Mr. Cameron has insisted that grand jurors in the Taylor case were given “all of the evidence, presented all of the information.”

But in the motion, the grand juror argued that he should be able to discuss what evidence was not heard, which witnesses did not testify and potential charges that were not on the menu of options presented.

Louisville activists hailed the grand juror’s decision to come forward as “monumental” and said it bolstered their distrust of Mr. Cameron. Members of Ms. Taylor’s family have faulted him for not presenting “a comprehensive case that supported justice for Breonna.”

Credit...Xavier Burrell for The New York Times

Sadiqa Reynolds, the chief executive of the Louisville Urban League, noted that Ms. Taylor’s boyfriend, who shot an officer the night the police raided her apartment, had been quickly indicted by a grand jury for attempted murder, while the investigation into the officers’ actions dragged on for months and grand jurors convened for two days before rendering a decision.

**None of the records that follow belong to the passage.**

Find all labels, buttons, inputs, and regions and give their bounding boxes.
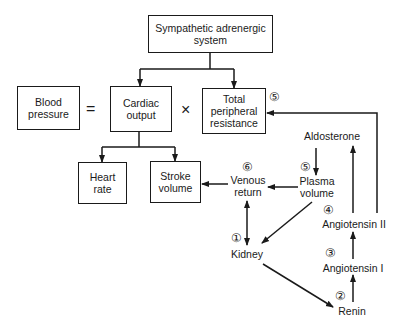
diagram-canvas: Sympathetic adrenergic system Blood pres… xyxy=(0,0,397,325)
step-2-renin: ② xyxy=(335,290,346,302)
cardiac-output-box: Cardiac output xyxy=(110,86,172,132)
venous-return-node: Venous return xyxy=(226,174,270,198)
angiotensin-ii-node: Angiotensin II xyxy=(320,218,388,230)
heart-rate-box: Heart rate xyxy=(78,162,127,204)
step-5-plasma-volume: ⑤ xyxy=(300,161,311,173)
aldosterone-node: Aldosterone xyxy=(300,130,364,142)
blood-pressure-box: Blood pressure xyxy=(17,86,80,130)
step-6-venous-return: ⑥ xyxy=(242,161,253,173)
sympathetic-system-box: Sympathetic adrenergic system xyxy=(148,15,273,53)
step-3-angiotensin-i: ③ xyxy=(325,247,336,259)
angiotensin-i-node: Angiotensin I xyxy=(320,262,386,274)
equals-operator: = xyxy=(86,101,95,117)
step-1-kidney: ① xyxy=(231,232,242,244)
kidney-node: Kidney xyxy=(228,248,266,260)
plasma-volume-node: Plasma volume xyxy=(297,175,337,199)
stroke-volume-box: Stroke volume xyxy=(150,161,201,203)
renin-node: Renin xyxy=(336,305,368,317)
step-5-tpr: ⑤ xyxy=(269,91,280,103)
total-peripheral-resistance-box: Total peripheral resistance xyxy=(202,88,266,134)
times-operator: × xyxy=(181,102,190,118)
step-4-angiotensin-ii: ④ xyxy=(323,204,334,216)
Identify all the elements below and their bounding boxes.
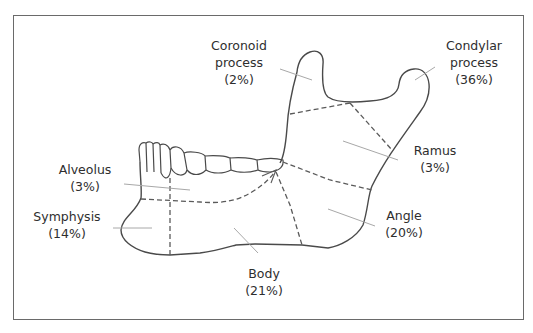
label-body-percent: (21%) — [236, 282, 292, 299]
label-body: Body (21%) — [236, 265, 292, 299]
label-coronoid-name1: Coronoid — [199, 37, 279, 54]
label-coronoid-process: Coronoid process (2%) — [199, 37, 279, 88]
label-symphysis-percent: (14%) — [24, 225, 110, 242]
teeth — [139, 142, 283, 178]
leader-body — [234, 228, 258, 253]
label-angle-name: Angle — [376, 207, 432, 224]
label-condylar-process: Condylar process (36%) — [433, 37, 515, 88]
label-condylar-name1: Condylar — [433, 37, 515, 54]
label-alveolus: Alveolus (3%) — [45, 161, 125, 195]
label-symphysis-name: Symphysis — [24, 208, 110, 225]
label-body-name: Body — [236, 265, 292, 282]
label-angle: Angle (20%) — [376, 207, 432, 241]
label-alveolus-name: Alveolus — [45, 161, 125, 178]
leader-alveolus — [124, 184, 190, 190]
region-boundaries — [141, 103, 392, 255]
label-ramus-percent: (3%) — [400, 159, 470, 176]
label-ramus-name: Ramus — [400, 142, 470, 159]
leader-ramus — [343, 141, 398, 160]
label-condylar-percent: (36%) — [433, 71, 515, 88]
label-coronoid-percent: (2%) — [199, 71, 279, 88]
label-symphysis: Symphysis (14%) — [24, 208, 110, 242]
label-angle-percent: (20%) — [376, 224, 432, 241]
label-condylar-name2: process — [433, 54, 515, 71]
label-coronoid-name2: process — [199, 54, 279, 71]
leader-angle — [328, 209, 375, 226]
label-ramus: Ramus (3%) — [400, 142, 470, 176]
label-alveolus-percent: (3%) — [45, 178, 125, 195]
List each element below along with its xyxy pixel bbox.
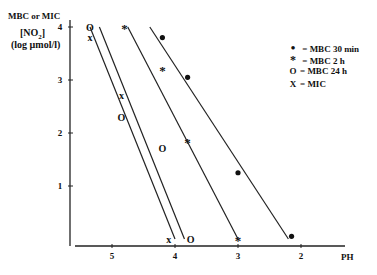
x-tick-label: 2 xyxy=(299,251,304,261)
legend-label: = MBC 2 h xyxy=(302,56,344,66)
legend-item-mbc-2h: * = MBC 2 h xyxy=(286,53,359,65)
data-point-star: * xyxy=(184,135,191,150)
fit-line xyxy=(128,27,238,239)
data-point-circle: O xyxy=(187,234,195,245)
data-point-star: * xyxy=(121,21,128,36)
data-point-star: * xyxy=(235,233,242,248)
legend-label: = MIC xyxy=(300,79,326,89)
y-tick-label: 1 xyxy=(58,181,63,191)
legend-item-mbc-30min: • = MBC 30 min xyxy=(286,40,359,52)
y-tick-label: 2 xyxy=(58,128,63,138)
x-tick-label: 3 xyxy=(236,251,241,261)
fit-line xyxy=(150,27,289,239)
data-point-circle: O xyxy=(159,143,167,154)
legend-symbol: O xyxy=(286,66,300,76)
x-tick-label: 4 xyxy=(173,251,178,261)
data-point-dot xyxy=(235,170,240,175)
fit-line xyxy=(99,27,184,239)
fit-line xyxy=(90,27,175,239)
legend: • = MBC 30 min * = MBC 2 h O= MBC 24 h X… xyxy=(286,40,359,91)
y-tick-label: 3 xyxy=(58,75,63,85)
x-tick-label: 5 xyxy=(110,251,115,261)
data-point-star: * xyxy=(159,63,166,78)
legend-item-mbc-24h: O= MBC 24 h xyxy=(286,66,359,78)
legend-symbol: X xyxy=(286,79,300,89)
data-point-cross: x xyxy=(166,234,171,245)
y-tick-label: 4 xyxy=(58,22,63,32)
legend-label: = MBC 24 h xyxy=(300,66,347,76)
legend-item-mic: X= MIC xyxy=(286,79,359,91)
x-axis-label: PH xyxy=(341,252,354,262)
data-point-dot xyxy=(160,35,165,40)
data-point-cross: x xyxy=(87,32,92,43)
data-point-dot xyxy=(185,75,190,80)
data-point-dot xyxy=(289,234,294,239)
data-point-cross: x xyxy=(119,90,124,101)
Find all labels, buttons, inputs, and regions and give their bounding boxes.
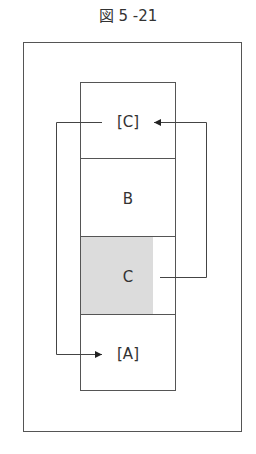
cell-label-copy-a: [A] xyxy=(117,345,139,363)
arrow-c-to-copy-c xyxy=(154,123,207,278)
cell-label-c: C xyxy=(123,268,133,286)
shaded-region xyxy=(81,237,153,314)
cell-label-b: B xyxy=(123,190,133,208)
diagram-canvas xyxy=(0,0,256,454)
cell-label-copy-c: [C] xyxy=(117,113,139,131)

“What that attorney general did for the police officers is not the same thing that regular citizens get,” Ms. Reynolds said. The charges against the boyfriend, Kenneth Walker, were later dropped.

The grand juror who filed the motion this week is not the first to try to pierce the veil of secrecy. In Ferguson, a grand juror sued for the right to speak about the death of Mr. Brown, saying that the prosecutor, Robert P. McCulloch, had misrepresented the opinions of the jurors. But a judge ruled that the grand jury system depended on confidentiality and anonymity.

Legal experts emphasized that Mr. Cameron had no duty to present all the evidence, or recommend all possible charges, to the grand jury.

The rules of grand juries are far different from those governing petit juries — the ones that determine guilt or innocence. Prosecutors are not required to submit evidence that favors the suspect. Hearsay is admissible. Suspects cannot cross-examine witnesses and do not have the right to have legal representation present, even if they themselves testify.

To bring an indictment, grand jurors must find probable cause, a much lower standard than that used to determine guilt or innocence. Their decision need not be unanimous — in Kentucky nine of 12 members must vote to bring charges.

Grand juries need not limit themselves to what the prosecutor presents — but many jurors may not realize that. Much of what a grand jury understands about its duties and obligations comes from the prosecutor, said Leslie Abramson, a law professor at the University of Louisville. While grand juries are always told they can ask questions of witnesses, he said, it is possible they are not explicitly told that they have the power to call new witnesses.

Ms. Connelly, the law professor, said that based on the limited amount of time the grand jury deliberated in the Taylor case, it is likely the grand jurors did not fully understand their power to call witnesses or further the investigation.

“If you’re investigating malfeasance in political office, there’s going to be a monthslong grand jury investigation,” she said. “In this, you had a high-profile case that took, what, two days? So as far as their investigative function, I’m not sure they understood their power.”

Paul Butler, a professor at Georgetown University’s law school, sought to illustrate the discretionary power of prosecutors by making a video of the grand jury statement he would have given.

Instead of saying the two officers who shot Ms. Taylor were shielded by self-defense laws, as Mr. Cameron has said, Mr. Butler, a former prosecutor, listed second-degree manslaughter, reckless homicide and complicity as the warranted charges. “I don’t think that it’s an easy case and I think that self-defense would be an issue,” he said in an interview. “But I think it’s an issue that the jury should decide.”

Rukmini Callimachi contributed reporting.